The government can also play a big role in ESG’s continued momentum, through both direct regulation and environmentally friendly legislation. Cort offers an iceberg analogy: A small slice of sustainable assets, with meaningful impact potential, sit “above the water,” meaning that they are currently financially attractive, and investors will drive these assets forward “no matter what.” But there are yet more lucrative ESG prospects submerged underwater, not yet visible or tempting to the mainstream. With its actions, the government can lift more of these from the depths of the investing pool to the surface, increasing the attractive fodder for investors. “That’s where government can really mess things up, or really do a great job,” he says.

There’s been some modest movement of the iceberg this year. House Democrats have introduced a bill that would require investment advisors to explain how they consider ESG factors in decision-making. Meanwhile, the recently passed infrastructure bill contains lots of dollars dedicated to clean energy, environmental justice, and reducing socioeconomic inequality; that public spending also acts as an incentive for private individuals to invest in the same sectors, Cort says. A free-market economist would argue, in other words, that it distorts the market toward those investments.

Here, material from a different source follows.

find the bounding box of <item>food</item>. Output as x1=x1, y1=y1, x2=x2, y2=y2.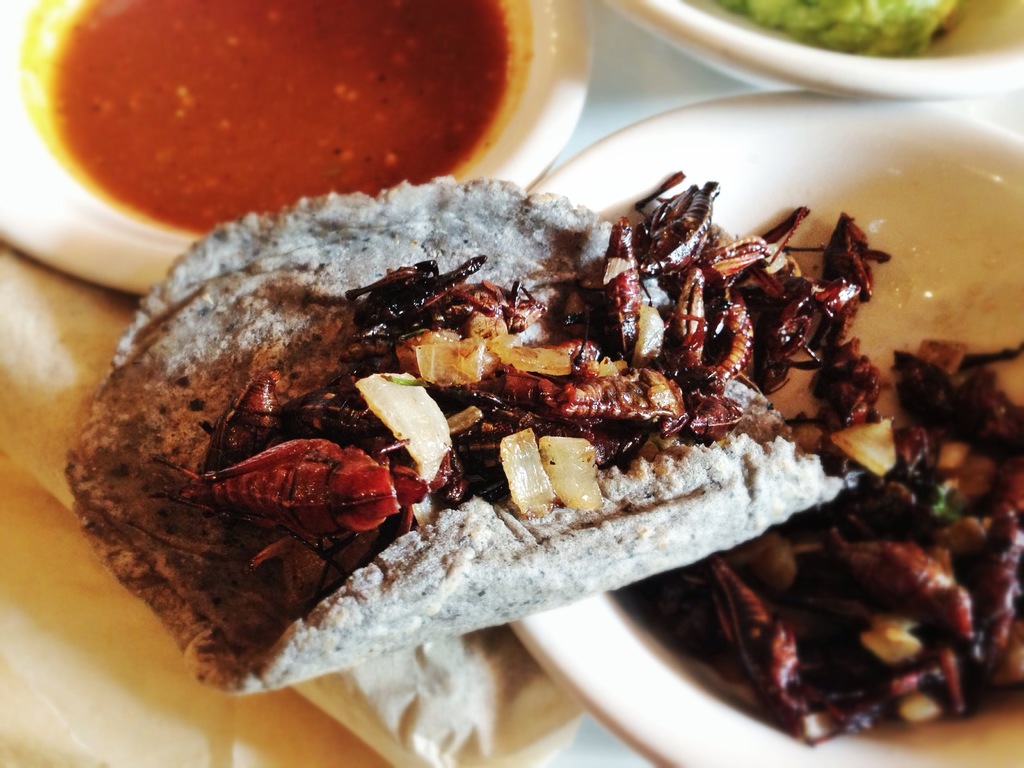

But, there’s room for plenty more governmental action in America. In April 2021, the EU passed its landmark Corporate Sustainability Reporting Directive, requiring much stricter sustainability reporting, which could get 49,000 European companies, including large private firms, disclosing sustainability information by 2023. Comparatively, the U.S. still takes a rather laissez-faire approach, in effect leaving regulation to the institutional investors themselves. While BlackRock committed to increasing ESG assets from $90 billion to $1 trillion by the end of 2029, a lot of its so-called sustainable funds still invest in carbon-intensive companies.

A change of administration to a more climate-unfriendly government could affect ESG momentum, but is unlikely to do much more than “create speed bumps at the worst,” Cort says, by loosening public-disclosure regulations, which would make it harder to access corporate information. While that may hinder the pace, it couldn’t stop the aggressive trend toward ESG, due to its now-proven lucrativeness.

That trend is clear: 72% of U.S. adults express interest in ESG; some analysts forecast ESG exceeding $50 trillion in the next two decades. And, Cort predicts that in the next five years, 100% of assets under management will incorporate some ESG factors. “Because there’s just no way not to,” he says. “Climate change is going to impact everything.”